What AWS Services are you utilizing?

Provide additional details e.g. code snippets

Example file: https://growth.design/_next/image?url=https%3A%2F%2Fs3.amazonaws.com%2Ffiles.growth.design%2Fcms%2Fcktlzgroz000l0umw6p4sgpf1.png&w=384&q=75

This is the page where this is happening: https://growth.design/case-studies

github-actions[bot] commented 2 years ago

Hi :wave:, thanks for opening! While we look into this...

If this issue is related to custom domains, be sure to check the custom domains troubleshooting guide to see if that helps. Also, there is a more general troubleshooting FAQ that may be helpful for other questions.

Lastly, please make sure you've specified the App ID and Region in the issue!

ghost commented 2 years ago

Hi @JFDontigny👋🏽 You can achieve this through the console by adding a custom header: Setting Custom Headers. If you've already done that, can you confirm that Cache-Control request headers aren't being sent by the client? If so, Amplify will honor those requests headers over custom headers you've set in the console.

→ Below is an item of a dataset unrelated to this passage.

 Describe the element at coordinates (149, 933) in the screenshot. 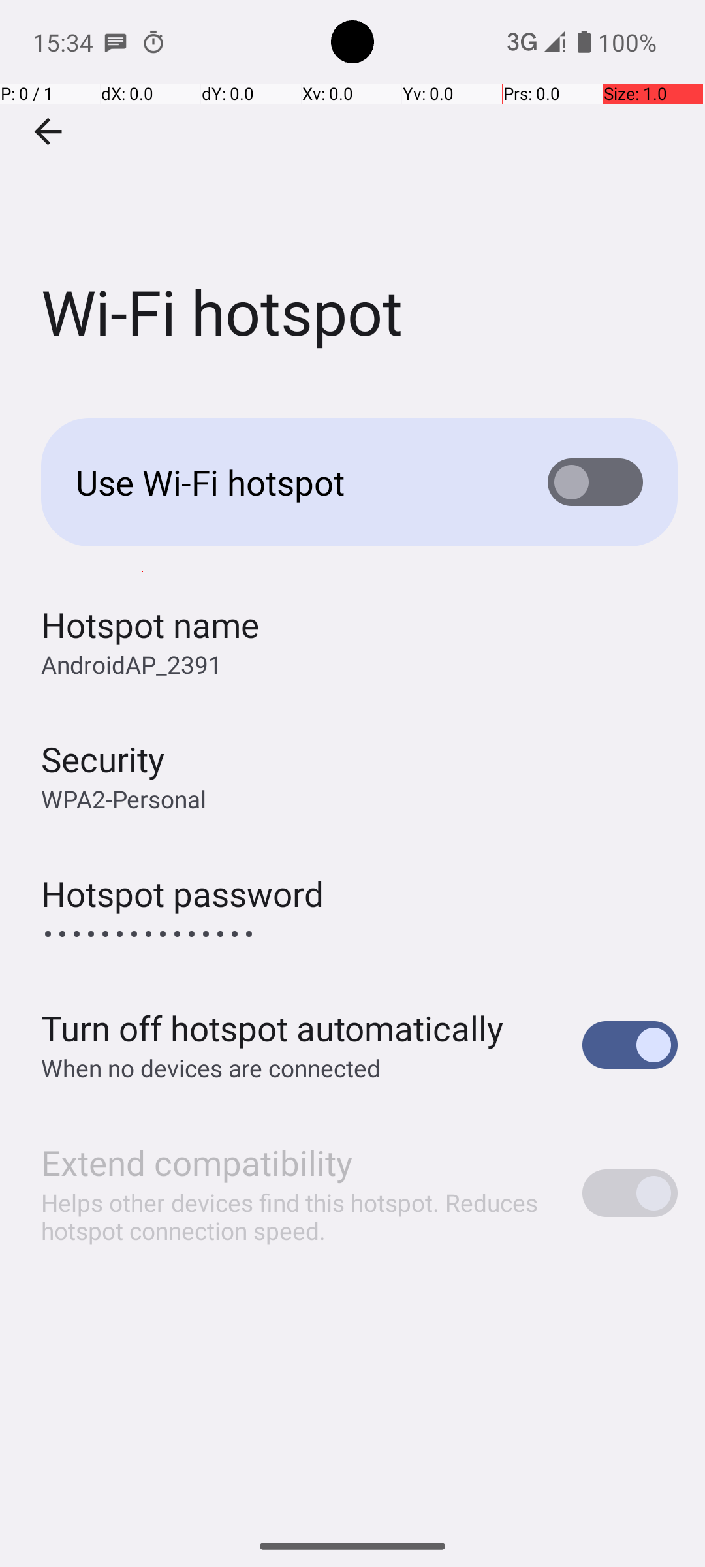

I see `•••••••••••••••` at that location.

Ref: Using headers to control cache duration

JFDontigny commented 2 years ago

I tried setting a custom header in the console directly as well as though the customHttp.yml file, and was getting weird behaviour as described above.

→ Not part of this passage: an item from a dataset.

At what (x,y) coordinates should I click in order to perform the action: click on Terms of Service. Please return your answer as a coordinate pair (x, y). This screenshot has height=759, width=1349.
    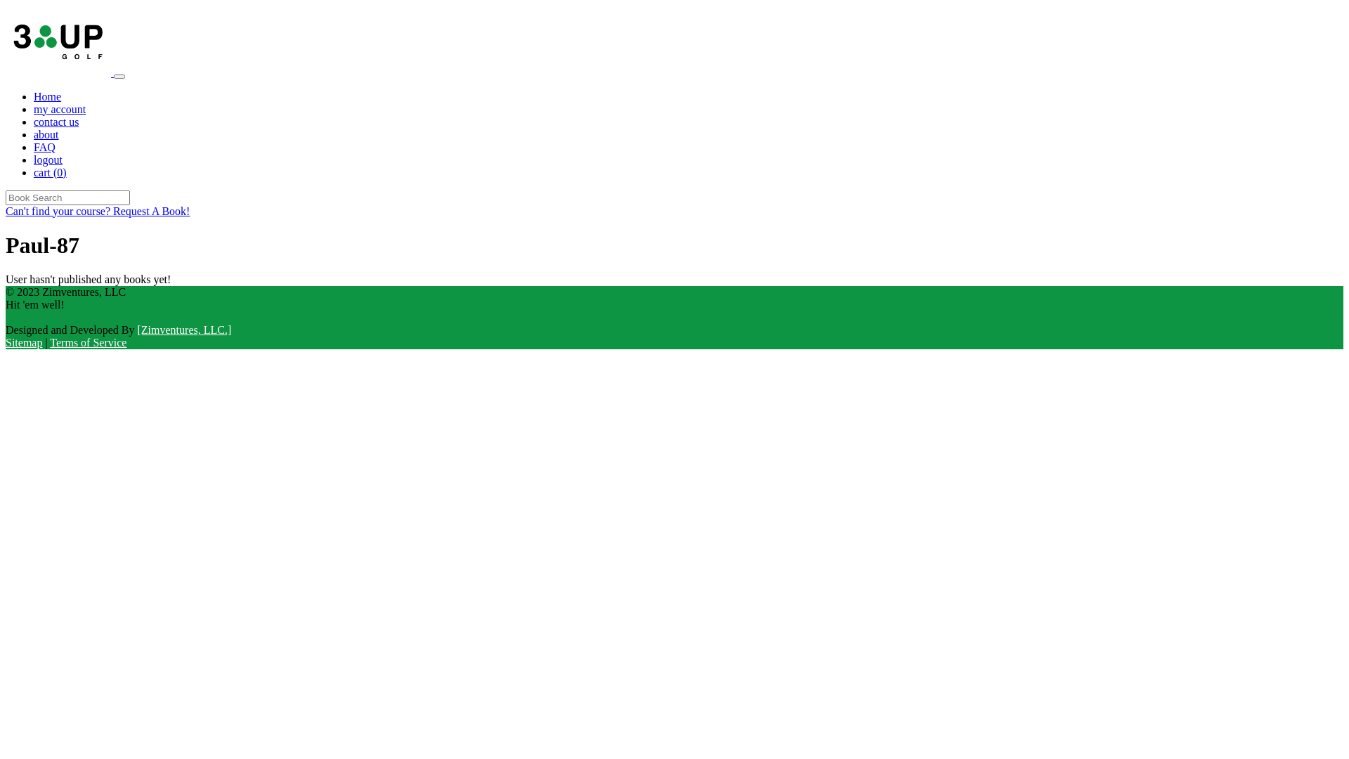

Also, the tests were performed on a private browsing session with disable cache not checked in the browser. As such the requests did not send the cache-control header.

By setting the cache policy in CF, I get a much older object, one that clearly comes from CF and not lambda@edge. For example, I just got a response with the age header of 79845, even though the response cache-control has a maxage of 600s. This is fine, since the cache policy has a a minimum TTL of 86400s. CF clearly does not call lambda@edge in this scenario.

When I set the cache-control either in the console or the config file, even when setting it up with both max-age and s-maxage with very high values (e.g. 86400), and with public and immutable, the response gets sent to the client, but as far as I can tell, CF still tries to call the lambda@edge function is each subsequent call for the same resource.

The behavior I would expect would be for CF to see the cache-control directive as part of the response, especially the s-maxage + public combination, and use that as a directive the object should be stored and reused for subsequent calls, to avoid calling the function each time.

Is that supposed to be the case? It is possible that when CF "connects" the incoming call with the lambda function, that somehow it doesn't parse the cache-control in the response, and as such misses the s-maxage header? From the point of view of CF, it doesn't seem like the response cache-control header is being understood at all.

Also, to be clear, when the client is sending cache-control or related headers (e.g. if-none-match), then CF and the lambda function do honor the headers, returning for example a 304.

Thanks!

juancarloselorriaga commented 1 year ago

How did you end up handling the cache?

I'm having a similar issue, my images are all stored in Google Storage, and I pass the direct URL to the src of the next/image component. The images take a long time to appear and even though they have a cache, they're never really cached, the request is made again if I refresh the page. I've set no custom headers yet because I'm not entirely sure which would be the path for the images. I'm not sure if this could be an issue with my Next Image configuration or because I'm fetching directly to Google Storage instead of a CDN. It just seems to me that images are not being cached at all.

I would appreciate a little help here because I'm stuck!

HemantDubey-ACS commented 2 weeks ago

Do we get any solution, we are also stuck in same scenario?